New Hampshire Tax Policy & Rates 2026
Income tax, sales tax, property tax, and overall tax burden for New Hampshire in 2026, with political context.
No
No Income Tax
3.0% (interest/dividends only — being phased out)
Income Tax Rate
#45
Tax Burden Rank (1=highest)
#46
Property Tax Rank (1=highest)
Tax Policy Overview
New Hampshire has no sales tax and its income tax (on interest and dividends only) is being phased out, effectively becoming a no-income-tax state. Property taxes are among the highest in the nation — the price of no income or sales tax. This creates fiscal pressure on schools funded by property taxes.
Key Tax Rates
| Tax Type | Rate / Status |
|---|---|
| Income Tax | 3.0% (interest/dividends only — being phased out) |
| No Income Tax | No |
| Sales Tax | None |
| No Sales Tax | Yes |
| Corporate Tax | 7.5% |
| Property Tax Rank | #46 nationally (1=highest) |
| Overall Tax Burden Rank | #45 nationally (1=highest) |
Political Context
New Hampshire’s "Live Free or Die" tax philosophy — no income tax, no sales tax — creates one of the lowest overall state tax burdens. But property taxes are very high as they carry the fiscal load. Education funding through property taxes creates significant disparities between wealthy and poor communities.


**Exercise**
Each record should be given again exactly, and any picture in it left out.

[Stored data entries]
· · · · · · ·

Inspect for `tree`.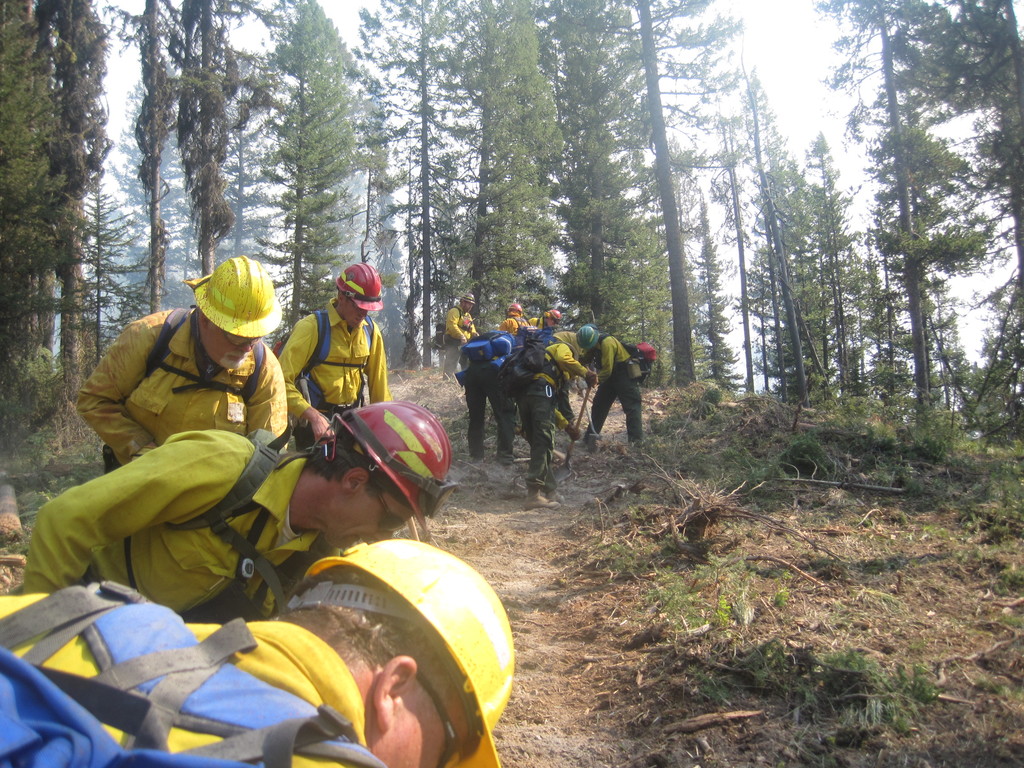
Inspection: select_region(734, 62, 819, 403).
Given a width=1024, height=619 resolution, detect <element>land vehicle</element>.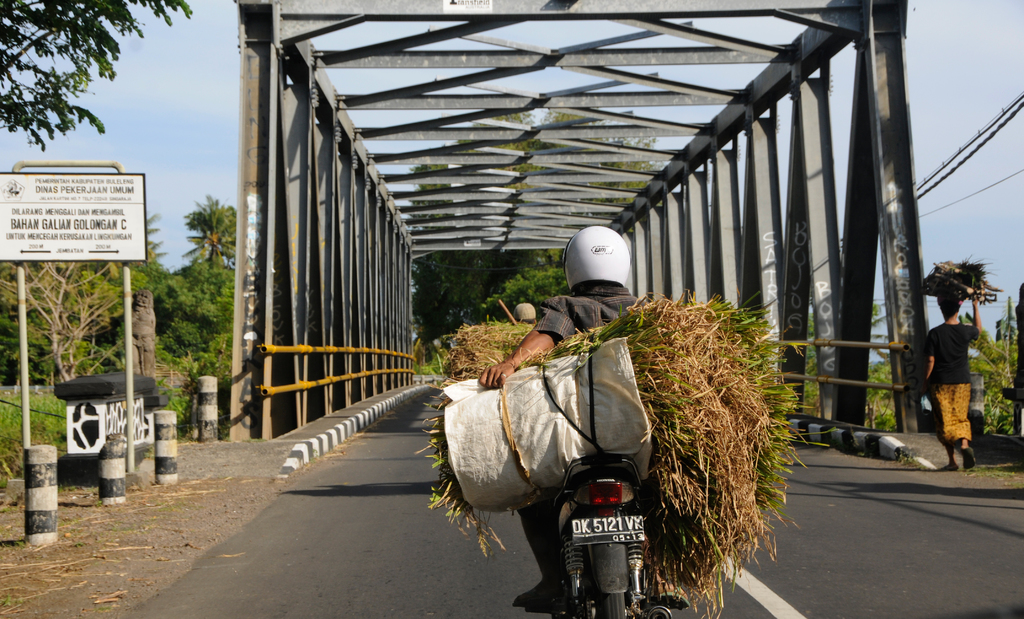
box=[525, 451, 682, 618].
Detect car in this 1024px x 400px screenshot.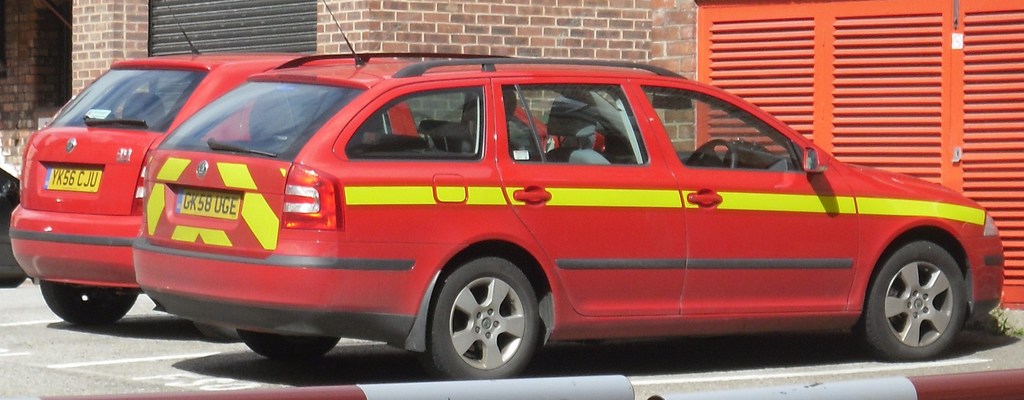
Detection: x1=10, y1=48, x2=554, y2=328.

· · · · · · ·

**Output for this task**
Inspect for `tree`.
Inspection: select_region(734, 62, 819, 403).
Given a width=1024, height=619 resolution, detect <element>land vehicle</element>.
box=[525, 451, 682, 618].
Detect car in this 1024px x 400px screenshot.
Detection: x1=10, y1=48, x2=554, y2=328.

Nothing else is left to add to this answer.